Woodpeckers

Pileated woodpeckers share my woods with red-bellied, downy, hairy, and an occasional red-headed woodpecker. I’ve often watched the pileated at work on deadwood near the house, where chunks fly as it chisels relentlessly, first at one angle, then another. One spring, a courting pair performed just outside the kitchen windows. They clung to opposite sides of a trunk, spiraling up and down for nearly half an hour, pausing now and then to peek around and be sure they still held the other’s attention. Eventually, they disappeared together to somewhere more private—a brief spring flirtation.

Woodpeckers are the carpenters of the bird world. Their ability to excavate nest cavities makes them valuable neighbors, as many other birds later move into the homes they leave behind. Their skull, bill, and muscle structure are uniquely adapted to absorb tremendous impact, protecting them from injury as they hammer for insects or hollow out nests. A woodpecker’s bill can strike a tree at speeds of 20 to 23 feet per second, with forces reaching 600 to 1500 Gs—far beyond what most car crashes produce. Truly remarkable birds.

“The Girl Next Door”

Pileated Woodpecker

The female here is busy after an insect hiding in the decaying tree and her hammering has caught a male’s attention. She is the lovely girl next door and he will remember her when spring arrives. There’s a white-tailed buck wandering through, unconcerned about the noise . These are large, crow-sized birds and they don’t migrate. They are common in our Ozark woods but we hear them more than we see them.

Archival giclee signed and numbered limited edition (500) from a gouache and pencil original

“Family Planning”

Red-cockaded Woodpecker

This is an endangered woodpecker and naturalists are working hard to increase its range and population. It was once common in the southern forests but depends on mature long-leafed pines for nesting. Those forests were harvested affecting the woodpecker’s population. The long-leafed pine is susceptible to red heart fungus giving the tree a soft center inside a hard outer shell. Perfect for excavating a nest cavity. The bird also has a unique way of protecting its nest. It’s the only woodpecker that carves its nest from a live pine and it drills holes around the opening. Resin seeps from those holes creating a sticky barrier that repels climbing predators. Clever!

Signed and numbered limited edition giclee (500) from a gouache & pencil original

“Spring Flirtation”

pileated woodpecker

We watched this scene unfold just outside our kitchen windows! The birds spiraled the tree trunk, up and down and on opposite sides. The performance lasted a good half hour before they flew off for privacy. It was wonderful!
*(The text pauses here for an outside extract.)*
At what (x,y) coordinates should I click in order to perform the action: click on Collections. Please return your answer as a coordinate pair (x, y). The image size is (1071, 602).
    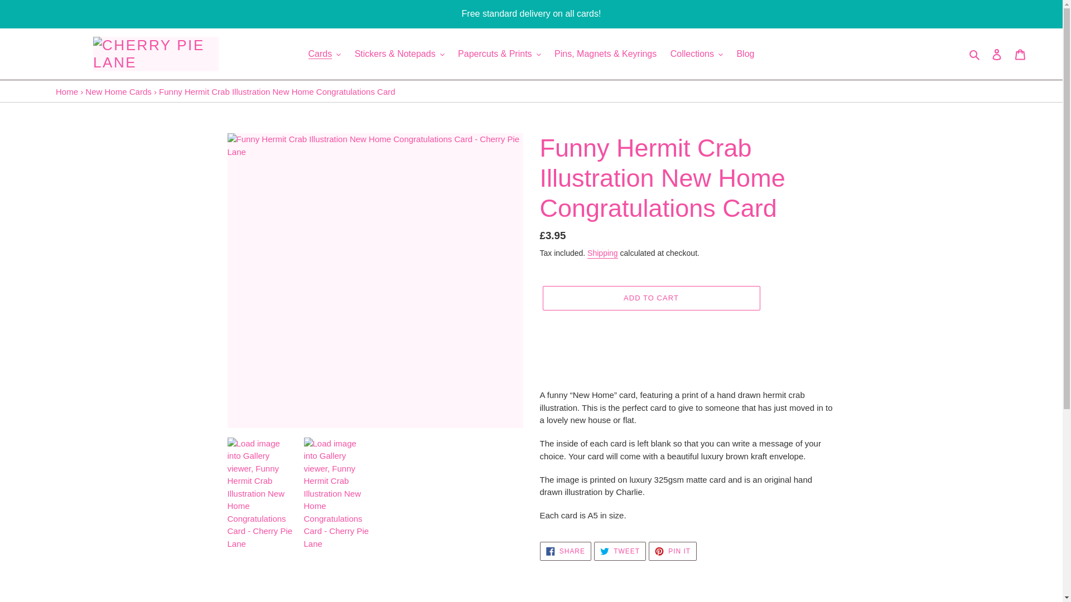
    Looking at the image, I should click on (696, 54).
Signed and numbered limited edition giclee (500) from a gouache & pencil original

““The Ivory-billed Woodpecker - The Ghost Bird”
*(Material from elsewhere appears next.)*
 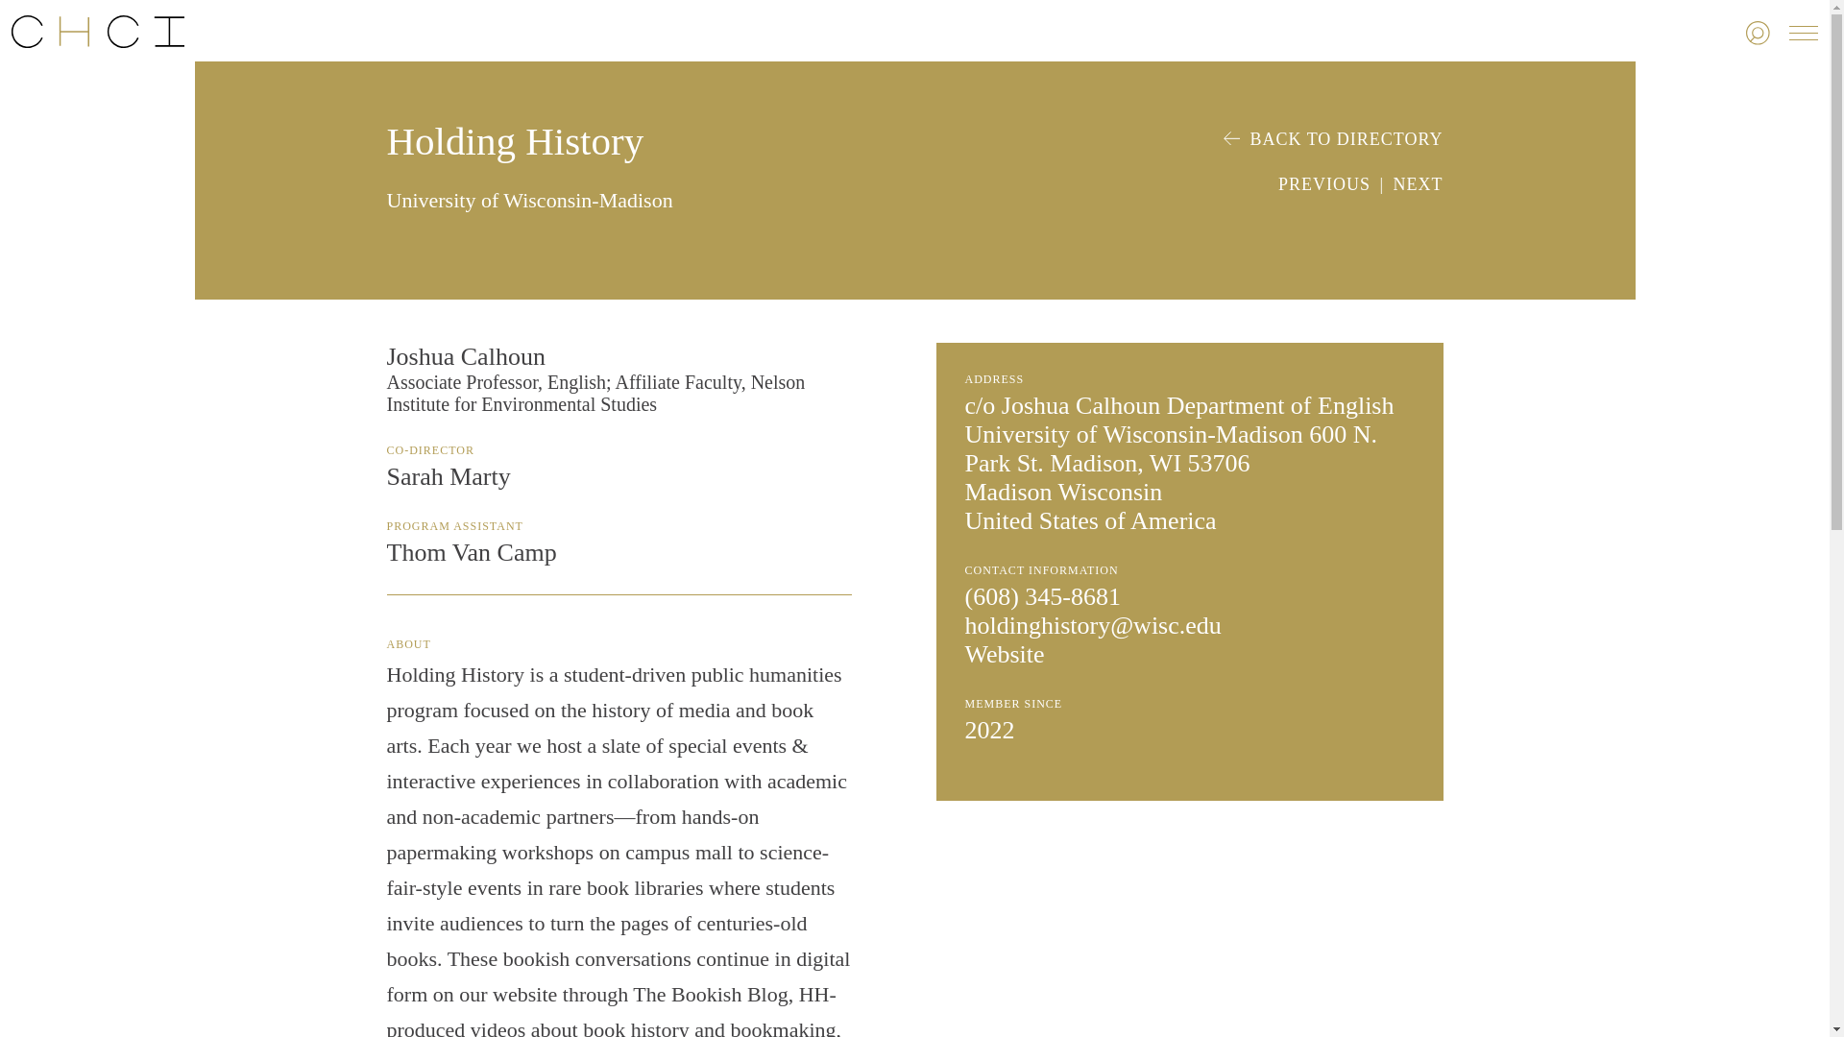 I want to click on BACK TO DIRECTORY, so click(x=1333, y=139).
The ivory-billed woodpecker was once the largest woodpecker in North America, an imposing and magnificent bird of the deep southern forests. With its striking black-and-white plumage and distinctive ivory-colored bill, it earned the nickname “The Lord God Bird,” a name whispered in awe by those fortunate enough to glimpse it.

Historically, it inhabited the vast bottomland swamps and old-growth hardwood forests of the southeastern United States, where towering cypress and ancient trees provided both food and nesting sites. As logging reshaped those wild landscapes in the late 19th and early 20th centuries, the bird’s habitat disappeared, and so did confirmed sightings.

Today, the ivory-billed woodpecker exists in a space between memory and mystery. Reports and fleeting encounters continue to surface, yet none have been supported by clear, indisputable photographic evidence. Whether it survives in some remote stretch of southern swamp or has quietly slipped into extinction remains one of the greatest and most poignant questions in the bird world — a symbol of both hope and loss in America’s natural history. You can google it for more information. The search for a surviving population continues and a “maybe sighting” was in Arkansas not ago.

Signed and numbered limited edition giclee (500) from a gouache & pencil original

All of the prints are archival giclees produced by us and in our studio. The term "giclee" refers to the printing process. This process provides wonderful color accuracy and detail without the dot pattern of an offset lithograph. David scans the original and uses photoshop to correct colors. Color correcting is a skill and can go quickly or take days of trying. We have a large format Epson printer and use Epson's archival inks on acid-free Somerset Velvet paper. The inks are light-fast and under normal household conditions will not fade for 100  years.